Approximately 4% of all American adults will receive a diagnosis at some point in their lives. Screenings can reduce suffering and death by over 90%, yet less than two-thirds of at-risk adults in the U.S. are compliant due to lack of awareness, lack of access, prohibitive costs, fear for the results, and the lack of ability to pay. 

While FIT testing is 92% effective with yearly screenings, colonoscopies are close to 98% and have the added advantage of the ability to have polyps removed in situ. 

The average cost of a colonoscopy in the U.S. is $2,125, about the same as triennial Cologuard testing but without some of the significant benefits. But both are pretty prohibitive for many populations at higher risk such as Indigenous and African Americans. Before target-rich Medicare kicks in, unfortunately too late for some. 

With colonoscopies, there is the inherent danger of drugs and/or anesthesia employed to alleviate patient discomfort. 

Mild sedation with a benzodiazepine combined with a synthetic opioid such as fentanyl can leave patients feeling groggy or hungover with a higher chance of nausea or vomiting, or even long-lasting delirium. Anesthesia with propofol is deeper with fewer after-effects but is a more serious procedure. 

Not to mention the discomfort and disruption caused by the extensive bowel prep and post-op recovery. 
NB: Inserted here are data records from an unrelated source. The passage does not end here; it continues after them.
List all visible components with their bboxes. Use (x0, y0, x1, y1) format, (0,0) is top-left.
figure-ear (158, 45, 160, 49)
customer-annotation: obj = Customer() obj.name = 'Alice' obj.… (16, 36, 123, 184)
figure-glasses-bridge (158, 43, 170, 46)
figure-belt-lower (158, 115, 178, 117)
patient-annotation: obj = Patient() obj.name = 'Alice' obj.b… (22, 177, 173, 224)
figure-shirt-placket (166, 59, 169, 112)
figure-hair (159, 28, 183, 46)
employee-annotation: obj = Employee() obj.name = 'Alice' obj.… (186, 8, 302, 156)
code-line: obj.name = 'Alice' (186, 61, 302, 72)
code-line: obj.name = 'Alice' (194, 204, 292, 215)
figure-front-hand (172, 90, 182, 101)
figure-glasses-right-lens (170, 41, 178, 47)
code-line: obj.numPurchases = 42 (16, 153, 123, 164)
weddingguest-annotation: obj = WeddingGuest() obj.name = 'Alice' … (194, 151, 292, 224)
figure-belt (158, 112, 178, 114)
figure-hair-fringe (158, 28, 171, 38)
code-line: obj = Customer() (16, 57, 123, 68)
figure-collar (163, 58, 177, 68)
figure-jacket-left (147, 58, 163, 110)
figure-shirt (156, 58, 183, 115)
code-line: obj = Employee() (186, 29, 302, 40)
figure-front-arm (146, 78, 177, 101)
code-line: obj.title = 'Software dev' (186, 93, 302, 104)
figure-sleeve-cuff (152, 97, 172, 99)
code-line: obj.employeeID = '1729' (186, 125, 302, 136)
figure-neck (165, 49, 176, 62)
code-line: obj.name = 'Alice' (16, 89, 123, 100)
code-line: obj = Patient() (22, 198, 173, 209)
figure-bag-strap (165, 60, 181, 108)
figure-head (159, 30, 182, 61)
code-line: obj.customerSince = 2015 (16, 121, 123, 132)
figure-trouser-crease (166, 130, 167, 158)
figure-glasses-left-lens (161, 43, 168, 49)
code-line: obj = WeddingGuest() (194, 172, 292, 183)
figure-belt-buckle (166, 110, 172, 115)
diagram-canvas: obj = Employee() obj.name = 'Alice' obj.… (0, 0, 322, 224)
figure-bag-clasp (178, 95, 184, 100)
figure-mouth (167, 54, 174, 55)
Before and after medications plus the procedure itself can put some people at risk from drug hypersensitivities, medical malpractice or tangential side-effects such as falls and other accidents due to prep or post-op dizziness. 

However much doctors and hospitals profit from a colonoscopy and even though it is recommended only every ten years, is such an attack on every healthy patient’s wellbeing worth the risk and suffering? 

A simple, non-invasive annual FIT test can identify the 92% not-at-risk and refer the rest for further screening and, where warranted, lifesaving surgery. 

What any of these screenings do not require is profiteering by companies such as Cologuard, and by insurance companies and medical conglomerates sucking on the taxpayer teat who keep pushing them and the even more profitable colonoscopies on everyone. 

Granted the latter do a good job for those who can tolerate them but the monetization of over-testing and procedures pushed by the American medical insurance industry has reverberations across our entire healthcare system. 

Only you can determine what the best path is for you..

Do talk to your doctor if you’re over 45, earlier if there is any family history that would recommend earlier surveillance. 

Assess if suggestions help you… or any entity’s bottom line. 

Don’t be swayed by advertising and promotion. 

Do what’s right for you. 

And don’t support the pollution and wastefulness endemic to the Cologuard business model. 

Take a look at what arrived unasked, a cubic foot of mostly plastic, mostly unrecyclable trash. Note that a FIT test is about half the footprint of the “Let’s get started!” pamphlet with a maximum depth of about half an inch.

(Liz Amsden is a former Angeleno who now resides in Vermont and is a regular contributor to CityWatch on issues that she is passionate about.  She can be reached at [email protected].)